Consumer spending on everything was up slightly compared to last year. Even though wages are flat, people have been dipping into savings to start spending again.
And the tide from going out!
fair market value
I don't think this term means what you think it means. You seem to be under the idea that it means retail or asking price, in other words, what the seller wants to sell it at.
http://en.wikipedia.org/wiki/Fair_market_value
"Fair market value (FMV) is an estimate of the market value of a property, based on what a knowledgeable, willing, and unpressured buyer would probably pay to a knowledgeable, willing, and unpressured seller in the market."
You see that part about what the buyer is willing to pay?
Please, take a basic economics class before you try to post on this stuff.
If you are a politician, you have an opinion and you stick with it.
That's a pretty bad idea.
I want politicians to change their minds, not necessarily because of an opinion poll, but because of evidence and facts. I don't want them swayed by lobbyists and campaign contributions. I don't want them swayed by what their party leader wants them to vote for. I want each and every one to take a hard look at the facts and evidence about every bill they vote for.
Except that if the site in question had taken the time to know who you are as a user,
So I assume you have given Mike your name, address, personal bio, last 3 employers, credit card info, and notarized letter from your 3rd grade teacher that you're a good little boy and don't tell lies or post infringing material?
So they're just as toothless as the penalties for sending false DMCA notices?
If you're insistent that no one would abuse the powers being given to private companies in this bill, why aren't there more explicit and significant penalties?
No, they didn't. They didn't move
You know, I'll actually give you that statement without argument.
They've been consumer hostile since before the phonograph.
How many of the millions of people who use those processors to pay for infringing material
Wait, pirates are paying for content? But I thought all this piracy was a problem because "you can't compete with free."
-They cannot adapt.
-They cheat the people that create their content.

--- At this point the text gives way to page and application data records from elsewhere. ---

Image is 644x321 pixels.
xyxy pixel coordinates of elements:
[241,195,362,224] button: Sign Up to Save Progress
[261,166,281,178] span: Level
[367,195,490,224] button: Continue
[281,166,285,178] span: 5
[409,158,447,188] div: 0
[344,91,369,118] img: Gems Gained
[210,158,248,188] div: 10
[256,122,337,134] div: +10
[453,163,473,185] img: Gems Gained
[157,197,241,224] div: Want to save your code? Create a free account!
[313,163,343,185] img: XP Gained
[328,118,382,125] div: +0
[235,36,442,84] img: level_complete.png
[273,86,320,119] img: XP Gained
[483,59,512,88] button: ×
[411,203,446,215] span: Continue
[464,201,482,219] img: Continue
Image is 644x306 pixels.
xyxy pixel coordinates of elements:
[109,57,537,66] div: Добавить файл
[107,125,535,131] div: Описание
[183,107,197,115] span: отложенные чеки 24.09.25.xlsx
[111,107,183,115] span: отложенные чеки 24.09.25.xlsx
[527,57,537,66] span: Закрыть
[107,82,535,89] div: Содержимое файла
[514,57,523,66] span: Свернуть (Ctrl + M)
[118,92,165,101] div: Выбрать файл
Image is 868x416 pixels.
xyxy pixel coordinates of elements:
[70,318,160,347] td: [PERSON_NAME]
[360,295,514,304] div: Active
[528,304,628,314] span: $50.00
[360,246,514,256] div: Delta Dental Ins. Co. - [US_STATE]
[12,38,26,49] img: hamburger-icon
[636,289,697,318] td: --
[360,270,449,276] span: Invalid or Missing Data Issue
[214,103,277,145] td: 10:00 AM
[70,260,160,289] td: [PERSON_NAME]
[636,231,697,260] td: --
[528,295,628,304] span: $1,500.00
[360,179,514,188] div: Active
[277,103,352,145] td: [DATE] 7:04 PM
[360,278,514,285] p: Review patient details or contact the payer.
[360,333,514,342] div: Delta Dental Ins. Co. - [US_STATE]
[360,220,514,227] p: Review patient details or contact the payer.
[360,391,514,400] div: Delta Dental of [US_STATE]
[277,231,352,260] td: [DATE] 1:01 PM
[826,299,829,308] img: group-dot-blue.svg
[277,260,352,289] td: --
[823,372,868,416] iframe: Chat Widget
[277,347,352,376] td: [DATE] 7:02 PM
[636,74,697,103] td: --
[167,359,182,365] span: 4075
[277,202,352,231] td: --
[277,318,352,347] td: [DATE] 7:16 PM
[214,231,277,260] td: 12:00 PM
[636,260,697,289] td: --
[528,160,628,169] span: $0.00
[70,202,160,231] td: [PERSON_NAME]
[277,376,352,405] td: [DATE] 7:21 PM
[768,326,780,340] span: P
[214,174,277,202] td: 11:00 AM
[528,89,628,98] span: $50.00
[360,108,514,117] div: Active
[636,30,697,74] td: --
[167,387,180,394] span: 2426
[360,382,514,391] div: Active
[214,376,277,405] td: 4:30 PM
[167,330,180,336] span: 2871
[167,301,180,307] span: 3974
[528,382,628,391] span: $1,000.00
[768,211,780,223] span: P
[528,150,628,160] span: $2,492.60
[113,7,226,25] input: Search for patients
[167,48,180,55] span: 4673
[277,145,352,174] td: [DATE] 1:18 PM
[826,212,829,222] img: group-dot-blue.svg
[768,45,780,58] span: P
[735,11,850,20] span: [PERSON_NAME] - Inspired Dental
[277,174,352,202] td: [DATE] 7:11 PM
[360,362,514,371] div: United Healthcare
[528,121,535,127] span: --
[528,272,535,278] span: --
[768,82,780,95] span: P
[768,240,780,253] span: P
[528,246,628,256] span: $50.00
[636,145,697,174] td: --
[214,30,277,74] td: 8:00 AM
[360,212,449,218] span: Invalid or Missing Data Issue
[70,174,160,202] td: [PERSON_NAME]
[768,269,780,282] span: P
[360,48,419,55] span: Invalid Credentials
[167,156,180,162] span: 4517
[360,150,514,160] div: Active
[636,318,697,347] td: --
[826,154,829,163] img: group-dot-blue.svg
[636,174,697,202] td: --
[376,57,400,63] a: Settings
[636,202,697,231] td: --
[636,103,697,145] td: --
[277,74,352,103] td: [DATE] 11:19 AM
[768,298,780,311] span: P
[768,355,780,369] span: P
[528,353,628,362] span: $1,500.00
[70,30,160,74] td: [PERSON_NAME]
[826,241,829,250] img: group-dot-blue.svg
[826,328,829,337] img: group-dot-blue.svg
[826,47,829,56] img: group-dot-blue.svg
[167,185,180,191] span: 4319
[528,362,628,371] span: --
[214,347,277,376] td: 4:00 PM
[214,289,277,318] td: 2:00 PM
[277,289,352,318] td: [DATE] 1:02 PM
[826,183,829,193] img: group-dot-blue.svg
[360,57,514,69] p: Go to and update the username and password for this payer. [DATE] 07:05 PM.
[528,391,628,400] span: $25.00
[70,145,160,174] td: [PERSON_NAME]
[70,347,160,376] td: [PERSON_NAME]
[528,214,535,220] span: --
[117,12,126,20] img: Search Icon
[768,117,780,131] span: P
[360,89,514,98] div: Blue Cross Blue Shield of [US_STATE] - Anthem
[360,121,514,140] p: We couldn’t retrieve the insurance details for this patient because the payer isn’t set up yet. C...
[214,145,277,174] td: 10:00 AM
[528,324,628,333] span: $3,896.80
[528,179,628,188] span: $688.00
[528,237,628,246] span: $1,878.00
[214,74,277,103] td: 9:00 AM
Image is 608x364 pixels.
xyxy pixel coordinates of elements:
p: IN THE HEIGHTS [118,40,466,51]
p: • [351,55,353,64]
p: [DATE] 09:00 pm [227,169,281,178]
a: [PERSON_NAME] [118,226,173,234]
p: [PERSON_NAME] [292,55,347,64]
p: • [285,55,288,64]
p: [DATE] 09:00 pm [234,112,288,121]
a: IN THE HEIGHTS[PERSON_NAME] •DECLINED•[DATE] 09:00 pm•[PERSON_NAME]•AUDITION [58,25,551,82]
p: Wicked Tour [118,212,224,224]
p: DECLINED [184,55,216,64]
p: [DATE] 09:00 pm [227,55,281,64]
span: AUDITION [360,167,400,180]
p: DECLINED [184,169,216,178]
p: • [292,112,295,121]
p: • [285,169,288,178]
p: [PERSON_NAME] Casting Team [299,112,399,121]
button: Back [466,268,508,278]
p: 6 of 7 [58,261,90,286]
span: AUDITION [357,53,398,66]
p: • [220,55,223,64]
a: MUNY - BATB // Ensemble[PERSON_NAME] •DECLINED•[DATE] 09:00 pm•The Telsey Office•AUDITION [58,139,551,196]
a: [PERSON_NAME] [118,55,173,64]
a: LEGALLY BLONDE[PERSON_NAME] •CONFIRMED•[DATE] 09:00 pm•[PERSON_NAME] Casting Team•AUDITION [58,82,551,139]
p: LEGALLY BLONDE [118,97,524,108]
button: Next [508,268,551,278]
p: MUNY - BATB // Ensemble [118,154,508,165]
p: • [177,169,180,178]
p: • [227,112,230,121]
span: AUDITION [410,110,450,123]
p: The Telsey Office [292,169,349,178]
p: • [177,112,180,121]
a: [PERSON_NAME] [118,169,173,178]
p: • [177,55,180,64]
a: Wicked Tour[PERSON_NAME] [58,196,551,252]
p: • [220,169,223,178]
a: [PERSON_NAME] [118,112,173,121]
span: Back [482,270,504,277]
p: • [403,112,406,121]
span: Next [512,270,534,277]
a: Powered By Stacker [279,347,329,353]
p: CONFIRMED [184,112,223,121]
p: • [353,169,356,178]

-They cheat their customers and think of them as criminals.
-They corrupt our political system.
-The collateral damage to the rest of society they are causing.
In short, they are unethical to the core in nearly every way you can think of.
While I'm sure there are reasons I missed, that's a few.
Mike, I'm not accusing you of it, but I do think there's just a hint of moral relativism in your view. If you really honestly believe, and have some good reason for believing, that these organizations can become good and upstanding members of society, then that's great. But I don't see it. I cannot think of any circumstances in which that can happen. So for the betterment of society, I think these organizations should fail, and need to fail. I would prefer they fail quickly, so that they stop causing damage to others in their death throes.
It is entirely possible to run a successful company ethically, and to make money doing it. No one is perfect, but that must be a core value built into the business. These groups seem to have dishonesty built into them. The most useful thing I can see coming from these guys, is as a case study for the next generation of corporate leaders, a bit like like Enron.
as this bill targets foreign sites.
Stop lying.
Contradict yourself much? Which is it? Does less than 10% know whats going on (and therefore 90% have no opinion), or are opposition views to this bill the minority?
The question remains, what is the harm in hearing publicly about why this bill is bad?
You're the one shoveling bullshit that no one but bought off congressmen can swallow.
Re: Re: Re:
Seriously, outlets like RT and Al Jazeera are practically the only news outlets I trust anymore for US news, seeing as they don't have any reason to suck up to the US government.
Now taking bets on when they will be SOPA'd in the event it passes.